News stories about the National Guard assisting with the coronavirus have overshadowed stories about US military plans to join police in stopping expected “civil disturbances.” But eyewitness accounts of trains transporting armored vehicles and other equipment into their communities prompted posts to social media about the threat of martial law.
The Department of Defense responded with a media defensive to dismiss the concerns as conspiracy theories, sticking to the strict definition of martial law. They assure that the duties of the reserve National Guard personnel are only for things like disinfecting public spaces, delivering food to homes, and erecting provisional medical facilities. Semantic games and a neglect to connect the dots are meant to assuage public concerns.
Trump wants to “surge” against urban Black and brown Americans in the same way that the US surged against Iraq and Afghanistan.
“No matter how many cases of murderous police brutality there are, each is treated like an isolated incident.”

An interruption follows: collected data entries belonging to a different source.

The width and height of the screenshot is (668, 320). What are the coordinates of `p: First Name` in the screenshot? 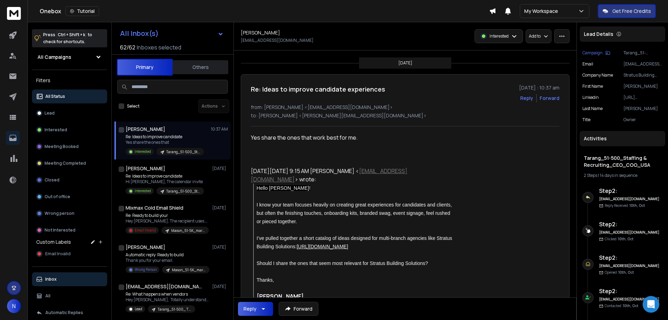 It's located at (593, 86).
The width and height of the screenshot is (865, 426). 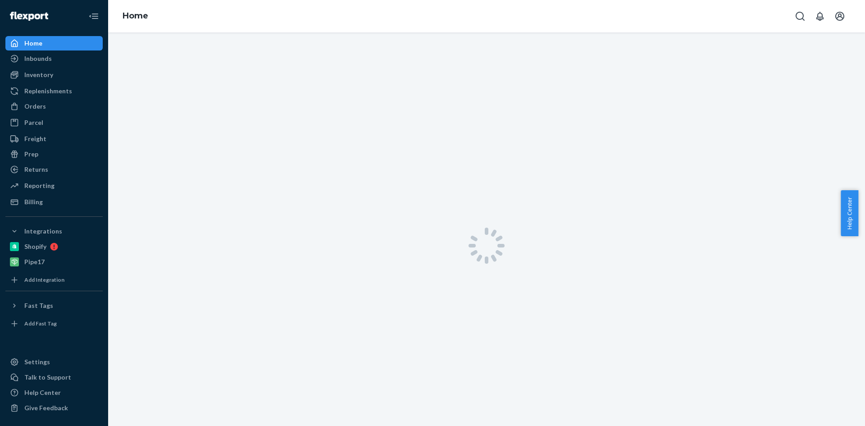 What do you see at coordinates (38, 59) in the screenshot?
I see `div: Inbounds` at bounding box center [38, 59].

If withholding US military aid from a neo-Nazi friendly government in Ukraine is unacceptable, then it is only logical that a fascist police surge on Black and Brown communities in the US is acceptable.
Until the threat of war between the US and Iran stole what had been central in media attention, the power elite worked to keep the public fixated on the antics of a useless partisan impeachment. All the while career politicians in the Democratic Party have been betraying their constituents with their typical and deafening silence about a police crackdown by the Trump administration that Donald Trump himself dubbed “The Surge.”
Concerns about Trump’s overt racism by Democratic Party leadership and the media are fake. He first announced his plan for a nationwide crackdown on “violent crime” and for a more militarized police on October 28, 2019 in his remarks at the International Association of Chiefs of Police Annual Conference and Exposition in Chicago. The only news stories corporate media thought worthy of reporting then were about Trump slinging insults at Chicago and its former superintendent of police, Eddie Johnson. And whatever stories there have been since seem to leave out “The Surge" entirely.
“The Democratic Party has been betraying their constituents with their silence about a police crackdown.”
Introduction While it might be fair to say that the police enjoy support among the majority of the white population, the police enjoy no such support among the majority of Black people, who endure more frequent and harsher interactions with cops than whites.
To be sure, white support for the police decreases proportionately with income. That is to say, poorer whites tend to support the police less because the police interact with them differently than with their wealthier white counterparts. By the same token, support for the police among Blacks tends to increase proportionately with increases in income, wealth and other privileges. Overall and within each economic strata, however, white support for police is higher than Black support.